In their statement, these student groups note several important points about the IHRA resolution, including that Kenneth Stern, the primary author of the IHRA’s definition, has in fact argued against its adoption by universities on the grounds that it “not only harms academic
freedom but will also harm the interests of Jewish students and faculties,” particularly those who may be attacked as being antisemitic for being opposed to Zionism and Israel. They also cite several instances in which the IHRA definition has been used against groups advocating for Palestinian rights and against the violent imperialism of the Israeli state.
The potential consequences for this definition’s usage at CUNY were revealed the very day the counter-resolution was presented at a USS meeting. A statement issued the following day by the CUNY Jewish Law Students Association explains:
During [yesterday’s USS Steering Meeting], the proponents of the IHRA resolution targeted Jewish students on the basis of their Jewishness and attempted to marginalize other students using racially tinged language. They referred to us as a “cabal” of students, questioned our Jewishness, and dismissed us as “fringe.” They repeatedly erased us from the authorship of the Jewish Law Student Association (JLSA)/Students for Justice in Palestine (SJP) resolution by referring to the resolution as if it were solely written by SJP, as if we did not co-sponsor and co-author our own resolution, as if we did not exist, and as if we were not truly Jewish — all the while claiming to represent Jewish students.
Even worse, they degraded our Palestinian classmates and baselessly accused them of anti-Semitism in a racist effort to silence them; the mere presence of Palestinian students and members of SJP at the meeting was enough for supporters of IHRA to accuse them of antisemitism.

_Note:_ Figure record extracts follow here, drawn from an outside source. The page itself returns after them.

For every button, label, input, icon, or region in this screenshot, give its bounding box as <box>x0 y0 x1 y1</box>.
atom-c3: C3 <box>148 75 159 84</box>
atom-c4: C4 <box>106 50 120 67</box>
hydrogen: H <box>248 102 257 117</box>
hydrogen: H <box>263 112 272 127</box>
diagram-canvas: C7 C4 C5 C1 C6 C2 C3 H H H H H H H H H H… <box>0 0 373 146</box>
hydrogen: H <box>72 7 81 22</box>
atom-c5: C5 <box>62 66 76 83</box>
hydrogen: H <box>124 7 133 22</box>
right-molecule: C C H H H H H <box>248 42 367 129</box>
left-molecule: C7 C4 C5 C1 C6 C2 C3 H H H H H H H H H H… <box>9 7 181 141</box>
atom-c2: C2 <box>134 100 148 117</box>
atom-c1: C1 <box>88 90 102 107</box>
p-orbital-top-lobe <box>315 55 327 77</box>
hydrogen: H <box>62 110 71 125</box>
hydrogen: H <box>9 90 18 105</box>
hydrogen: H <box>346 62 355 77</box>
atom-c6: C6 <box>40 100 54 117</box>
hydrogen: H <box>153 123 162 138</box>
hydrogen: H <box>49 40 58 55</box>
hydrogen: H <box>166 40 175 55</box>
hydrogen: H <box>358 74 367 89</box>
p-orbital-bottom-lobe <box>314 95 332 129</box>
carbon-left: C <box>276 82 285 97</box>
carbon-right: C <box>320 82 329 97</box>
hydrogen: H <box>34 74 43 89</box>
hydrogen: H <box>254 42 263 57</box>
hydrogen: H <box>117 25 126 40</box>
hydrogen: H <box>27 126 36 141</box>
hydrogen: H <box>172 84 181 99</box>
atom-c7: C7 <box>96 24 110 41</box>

The CUNY Jewish Law Students Association also wrote an open letter to the CUNY community explaining the debate in the student senate and linking readers to each of the relevant documents. Since their letter was originally issued, 21 other CUNY organizations, 14 non-CUNY organizations, several hundred students and allied faculty and staff members from across 22 CUNY colleges, and many individual allies from non-CUNY institutions have signed on to the letter in support of the JLSA.
To be anti-Zionist is not the same as being antisemitic, and many Jews around the world reject not only the oppression of Palestinians at the hands of the Israeli government (and heavily supported by the United States) but also the existence of the Israeli state itself, which has been in the process of violently displacing Palestinians from their land for nearly a century.
Antisemitism, like all forms of bigotry, is serious and ought to be rejected in all of its forms. However, fighting antisemitism should not come at the expense of justice for the Palestinian people. None of us are free until all of us are free.